TheWH package features a unique main functionWH. Two arguments are mandatory for this function:

Additional arguments may be supplied, whose description is given inthe documentation of the functions.

The package also embed two fictive agregated datasets to illustratehow to use it:

# One-dimensional caseWH_1d_fit<-WH(portfolio_mort$d, portfolio_mort$ec)Outer procedure completedin14 iterations, smoothing parameters:9327, final LAML:32.1
# Two-dimensional caseWH_2d_fit<-WH(portfolio_LTC$d, portfolio_LTC$ec)Outer procedure completedin63 iterations, smoothing parameters:1211.41,1.09, final LAML:276

FunctionWH outputs objects of class"WH_1d" and"WH_2d" to which additionalfunctions (including generic S3 methods) may be applied:

WH_1d_fitAn object fitted using the WHfunctionInitial data contains45 data points:  Observation positions:50  to94Smoothing parameter selected:9327Associated degrees of freedom:6.8WH_2d_fitAn object fitted using the WHfunctionInitial data contains450 data points:  First dimension:70  to99  Second dimension:0  to14Smoothing parameters selected:1211.41.1Associated degrees of freedom:47
plot(WH_1d_fit)

plot(WH_1d_fit,"res")

plot(WH_1d_fit,"edf")

plot(WH_2d_fit)

plot(WH_2d_fit,"std_y_hat")

WH_1d_fit|>predict(newdata =40:99)|>plot()

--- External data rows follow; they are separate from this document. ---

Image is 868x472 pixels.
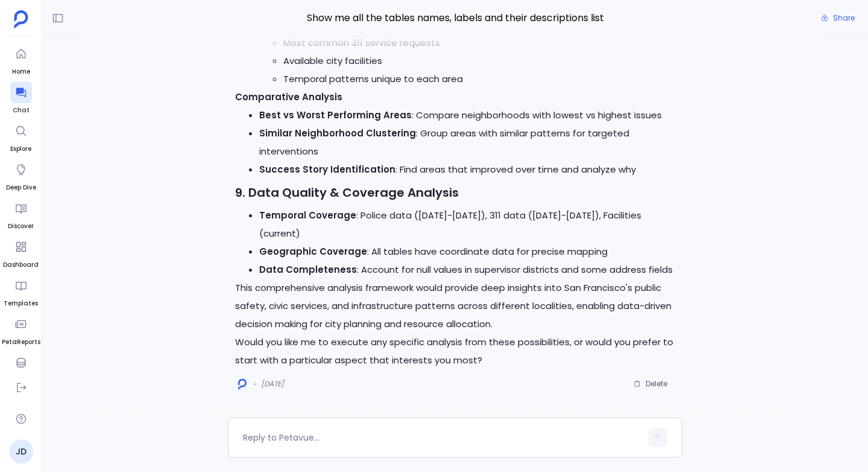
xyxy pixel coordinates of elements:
[6,183,37,192] span: Deep Dive
[1,338,40,347] span: PetaReports
[4,299,38,308] span: Templates
[283,70,675,88] li: Temporal patterns unique to each area
[833,13,855,23] span: Share
[259,206,675,243] li: : Police data ([DATE]-[DATE]), 311 data ([DATE]-[DATE]), Facilities (current)
[259,243,675,261] li: : All tables have coordinate data for precise mapping
[235,333,675,369] p: Would you like me to execute any specific analysis from these possibilities, or would you prefer ...
[1,313,40,347] a: PetaReports
[10,81,32,115] a: Chat
[235,184,458,201] strong: 9. Data Quality & Coverage Analysis
[814,9,862,26] button: Share
[259,161,675,178] li: : Find areas that improved over time and analyze why
[8,221,34,231] span: Discover
[259,109,412,121] strong: Best vs Worst Performing Areas
[283,52,675,70] li: Available city facilities
[3,260,39,270] span: Dashboard
[261,379,284,389] span: [DATE]
[259,209,356,221] strong: Temporal Coverage
[9,439,33,463] a: JD
[259,263,357,275] strong: Data Completeness
[3,236,39,270] a: Dashboard
[259,163,396,175] strong: Success Story Identification
[259,106,675,124] li: : Compare neighborhoods with lowest vs highest issues
[259,261,675,279] li: : Account for null values in supervisor districts and some address fields
[6,159,37,192] a: Deep Dive
[14,10,28,28] img: petavue logo
[4,275,38,308] a: Templates
[8,197,34,231] a: Discover
[238,378,247,390] img: logo
[626,375,675,393] button: Delete
[10,106,32,115] span: Chat
[645,379,667,389] span: Delete
[235,91,342,103] strong: Comparative Analysis
[259,124,675,161] li: : Group areas with similar patterns for targeted interventions
[10,43,32,77] a: Home
[259,245,367,258] strong: Geographic Coverage
[235,279,675,333] p: This comprehensive analysis framework would provide deep insights into San Francisco's public saf...
[10,144,32,154] span: Explore
[5,351,37,386] a: Data Hub
[259,126,416,140] strong: Similar Neighborhood Clustering
[10,120,32,154] a: Explore
[10,67,32,77] span: Home
[228,10,683,26] span: Show me all the tables names, labels and their descriptions list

WH_2d_fit|>predict(newdata =list(age =60:109,duration =0:19))|>plot()

WH_1d_df<- WH_1d_fit|>output_to_df()WH_2d_df<- WH_2d_fit|>output_to_df()

Further WH smoothing theory

See the upcoming paper availablehere

References

Bohlmann, Georg. 1899. “Ein Ausgleichungsproblem.”Nachrichten vonDer Gesellschaft Der Wissenschaften Zu Göttingen,Mathematisch-Physikalische Klasse 1899: 260–71.Carballo, Alba, Maria Durban, and Dae-Jin Lee. 2021. “Out-of-SamplePrediction in Multidimensional p-Spline Models.”Mathematics 9(15): 1761.
Henderson, Robert. 1924. “A New Method of Graduation.”Transactionsof the Actuarial Society of America 25: 29–40.
Knorr, Frank E. 1984. “Multidimensional Whittaker-Henderson Graduation.”Transactions of Society of Actuaries 36: 213–55.
Whittaker, Edmund Taylor. 1923. “On a New Method of Graduation.”Proceedings of the Edinburgh Mathematical Society 41: 63–75.